It’s just gone four o’clock on Wednesday afternoon when I walk into the O2 Academy’s kitchenette for a chat with Conor O’Brien. He sits up from his stretched-out repose on a small leather sofa, slips a hand under a purple beanie to rub at his hat-hair, and places a half-chewed piece of gum politely on the table. He’s tired. The band that he fronts, Villagers, have travelled up to Oxford after selling out the London Scala the night before – ‘a heavy night,’ he admits.
The last year has seen Villagers’ stock rise rapidly. The band enjoyed near-universal acclaim for their Mercury Prize-nominated first LP, Becoming A Jackal, and have been touring the world ever since its release. O’Brien talks of the nomination with endearing modesty: ‘It was…cool. I never know what to say to things like that. It was an honour, I guess, and I felt surprised – I wasn’t expecting it.’ He confesses he felt ‘awkward’ during the ceremony, performing his token song before leaving – perhaps unsurprisingly – empty-handed.

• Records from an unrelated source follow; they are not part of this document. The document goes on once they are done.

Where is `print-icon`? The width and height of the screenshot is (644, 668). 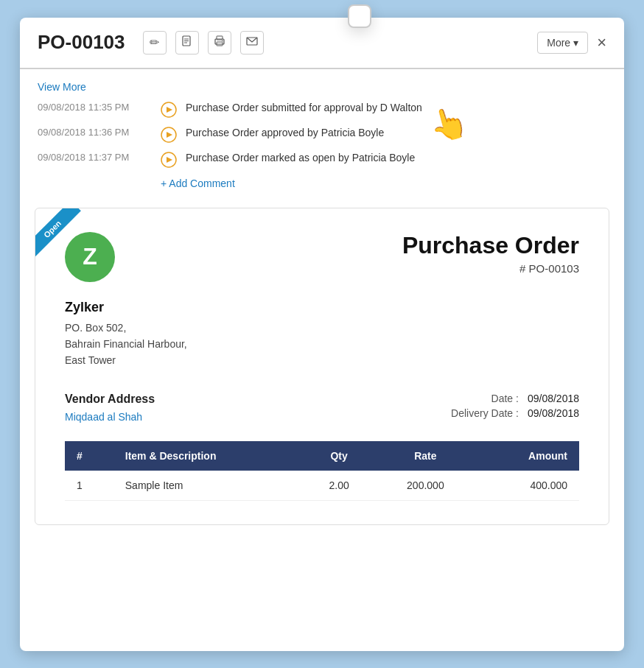
print-icon is located at coordinates (220, 43).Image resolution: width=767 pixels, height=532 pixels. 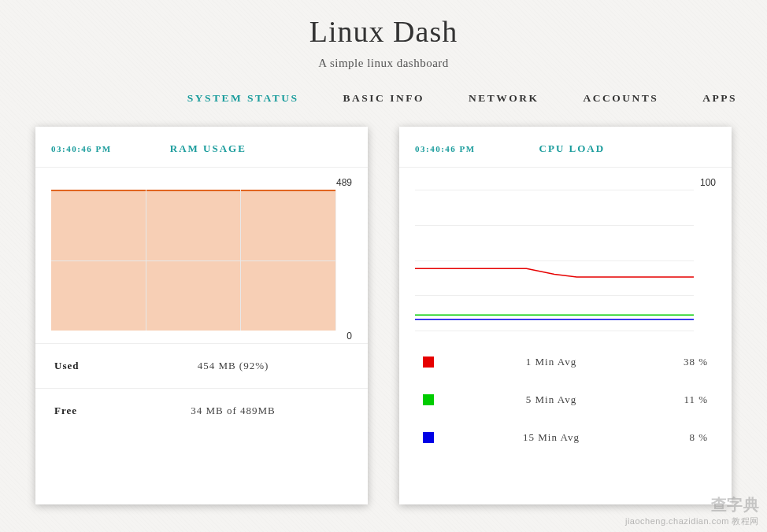 I want to click on ram-free-label: Free, so click(x=86, y=411).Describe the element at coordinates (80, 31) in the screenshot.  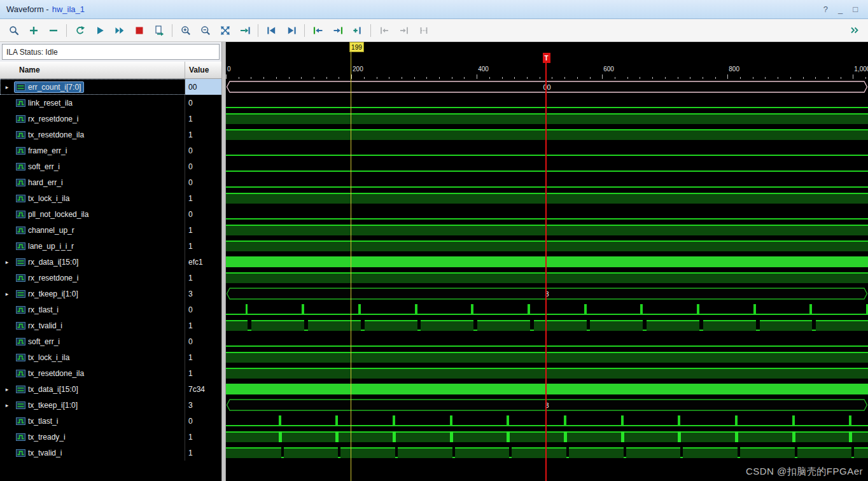
I see `auto-re-trigger-icon` at that location. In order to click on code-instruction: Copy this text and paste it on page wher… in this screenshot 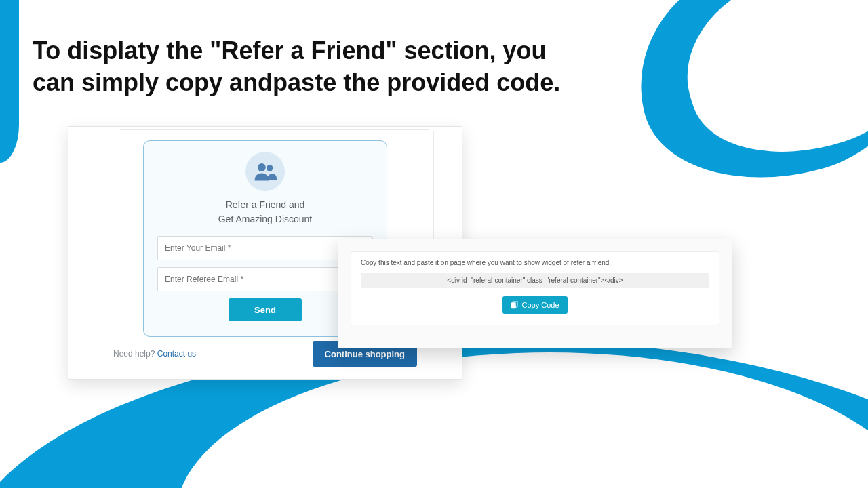, I will do `click(535, 263)`.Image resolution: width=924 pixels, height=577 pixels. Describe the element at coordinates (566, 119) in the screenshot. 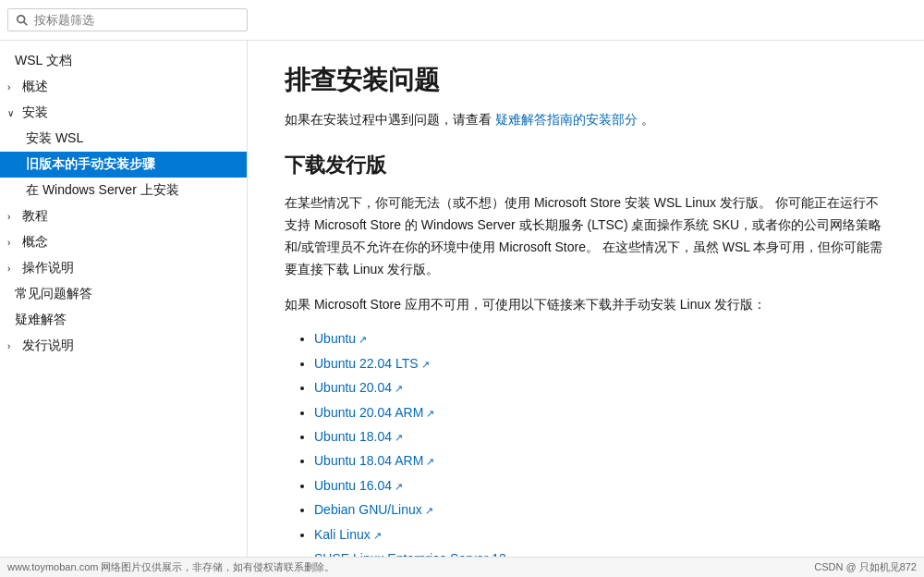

‘I was proud of it,’ he says of the album. ‘I thought it was good when I finished it. I wasn’t doing it for expectations or critical reactions or anything. I imagined the reactions of people standing in front of me when I was singing, and I was imagining a reciprocal thing between the audience and the band’. When the band perform, O’Brien’s youthful Irish twang and mesmerising narratives generate a glass-like aura that commands silence from the audience; to shatter it would be sacrilegious. He has a penchant for carving whole songs out of routine, everyday material (a bus breaking down, a car ride home) – for writing ‘like a child’, as he puts it. Is it really so easy for him to find inspiration? ‘I like things that explore the little universes inside each person as they’re doing the dishes or whatever. It’s the unsaid conversations that don’t really happen… a song is something that says that, you know?’.
As for influences, O’Brien places great emphasis on Hermann Hesse’s ‘Narcissus And Goldmund’: ‘I was kind of copying it [on Becoming A Jackal]. I wanted to make an album version of that book. That was the main influence in terms of themes.’ Among musicians, he cites Neil Young, Randy Newman, and even Nina Simone – whose raconteur style he evokes on ‘To Be Counted Among Men’, so as to give credibility to the ‘rather preposterous lyrics.’
The band’s evening performance is exceptional in every way; but O’Brien’s solo recitals are what really puts me under a spell. A fully acoustic rendition of ‘Ship Of Promises’ sounds better
than the original, if not as tempestuous. ‘Twenty-Seven Strangers’ holds every listener in rapt attention throughout its duration,
while two brand new songs – ‘Memoirs’ and the haunting, odyssean ‘Cecilia’ – indicate the direction in which O’Brien’s songwriting talent is rapidly progressing.
But despite my prompting, he’s loath to talk about a new album just yet. ‘We’re probably touring through till April, but I might take January off to write’, he says shyly. A pause, then: ‘I’m
just writing the whole time, whatever happens. I’ll probably feel, at some stage, like getting it recorded, but I don’t feel like it right now.’